Deep dives, practical guides, and incident analyses from engineers who build Safeguard. No fluff, no vendor FUD — just what you need to ship secure software.
A zero-day discovery pipeline is only as useful as the triage process around it. Here is what triage looks like when the pipeline gives engineers something they can defend.
A senior engineer's threat model for Claude MCP tool poisoning in 2026, covering malicious servers, description hijacking, and the authorization patterns that actually help.
Fine-tuning to improve one task frequently regresses others. Without eval harnesses, the regressions ship. The measurable drift is larger than vendors admit.
Gemini on-device models are fast and cheap.

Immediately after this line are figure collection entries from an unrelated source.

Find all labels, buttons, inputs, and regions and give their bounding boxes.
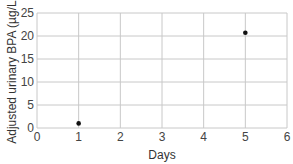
x-axis-ticks: 0123456 — [34, 130, 291, 144]
x-tick-label: 1 — [75, 130, 82, 144]
y-tick-label: 15 — [21, 52, 35, 66]
x-tick-label: 6 — [284, 130, 291, 144]
x-tick-label: 2 — [117, 130, 124, 144]
y-tick-label: 5 — [27, 98, 34, 112]
y-tick-label: 0 — [27, 121, 34, 135]
y-axis-ticks: 0510152025 — [21, 6, 35, 135]
x-axis-label: Days — [148, 148, 175, 162]
y-tick-label: 20 — [21, 29, 35, 43]
scatter-chart: 0123456 0510152025 Days Adjusted urinary… — [0, 0, 293, 164]
data-point — [76, 121, 81, 126]
x-tick-label: 5 — [242, 130, 249, 144]
x-tick-label: 0 — [34, 130, 41, 144]
data-point — [243, 30, 248, 35]
y-tick-label: 10 — [21, 75, 35, 89]
x-tick-label: 3 — [159, 130, 166, 144]
y-tick-label: 25 — [21, 6, 35, 20]
x-tick-label: 4 — [200, 130, 207, 144]
y-axis-label: Adjusted urinary BPA (µg/L) — [5, 0, 19, 144]
grid-lines — [37, 13, 287, 128]
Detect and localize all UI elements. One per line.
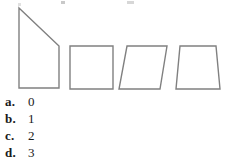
answer-value: 0 (28, 93, 35, 110)
quadrilateral-shapes-figure (0, 0, 230, 93)
answer-option-b[interactable]: b. 1 (0, 110, 230, 127)
answer-letter: b. (5, 110, 16, 127)
multiple-choice-answers: a. 0 b. 1 c. 2 d. 3 (0, 93, 230, 161)
figure-area (0, 0, 230, 93)
answer-letter: d. (5, 144, 16, 161)
answer-option-c[interactable]: c. 2 (0, 127, 230, 144)
parallelogram-shape (119, 46, 167, 89)
trapezoid-shape (176, 46, 220, 89)
right-trapezoid-shape (19, 8, 59, 88)
answer-letter: c. (5, 127, 14, 144)
square-shape (70, 46, 113, 89)
answer-letter: a. (5, 93, 15, 110)
answer-value: 3 (28, 144, 35, 161)
answer-value: 2 (28, 127, 35, 144)
answer-option-a[interactable]: a. 0 (0, 93, 230, 110)
answer-option-d[interactable]: d. 3 (0, 144, 230, 161)
answer-value: 1 (28, 110, 35, 127)
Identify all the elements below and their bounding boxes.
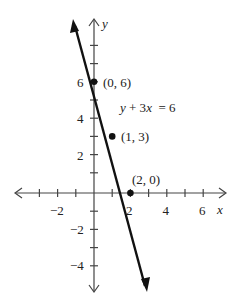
x-axis-label: x: [216, 202, 223, 217]
y-tick-label: 2: [77, 148, 84, 163]
y-tick-label: 6: [77, 75, 84, 90]
arrow-up-icon: [70, 19, 79, 33]
coordinate-plane: y x −2 2 4 6 6 4 2 −2 −4 (0, 6) (1, 3) (…: [0, 0, 239, 297]
point-label: (1, 3): [121, 129, 149, 144]
y-tick-label: −4: [70, 258, 84, 273]
arrow-down-icon: [141, 277, 150, 292]
x-tick-label: −2: [50, 203, 64, 218]
x-tick-label: 4: [163, 203, 170, 218]
x-tick-label: 6: [199, 203, 206, 218]
point-2-0: [127, 190, 134, 197]
y-axis: [89, 19, 99, 292]
equation-label: y + 3x = 6: [118, 100, 176, 115]
y-tick-label: −2: [70, 222, 84, 237]
y-tick-label: 4: [77, 111, 84, 126]
point-1-3: [109, 133, 116, 140]
point-label: (2, 0): [132, 172, 160, 187]
point-label: (0, 6): [103, 75, 131, 90]
point-0-6: [91, 79, 98, 86]
y-axis-label: y: [100, 16, 108, 31]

For the developer-tool layer, they're useful. For the engine-plus-LLM layer, on-device is not the right fit.
The difference between grounded reasoning and hallucinated reasoning is not eloquence — it's citation. A look at how Griffin AI anchors every claim.
MCP servers do not stay still. Tool surfaces drift, scopes expand, and the server you approved is not the server in production. Here is how to catch that.
Prompt injection started as a research curiosity. In 2026 it is a regular line item on bug bounty leaderboards, with payout norms, scope definitions, and a maturing triage culture.
Two dozen AI guardrail vendors in 2023. A much smaller set in 2026. The consolidation has pattern — integrated platforms beat standalone guardrails.
Reviewers trust fix PRs that come with evidence. Here is how to attach the right evidence so AI-assisted remediation gets approved on the first pass.
Weekly insights on software supply chain security, delivered to your inbox.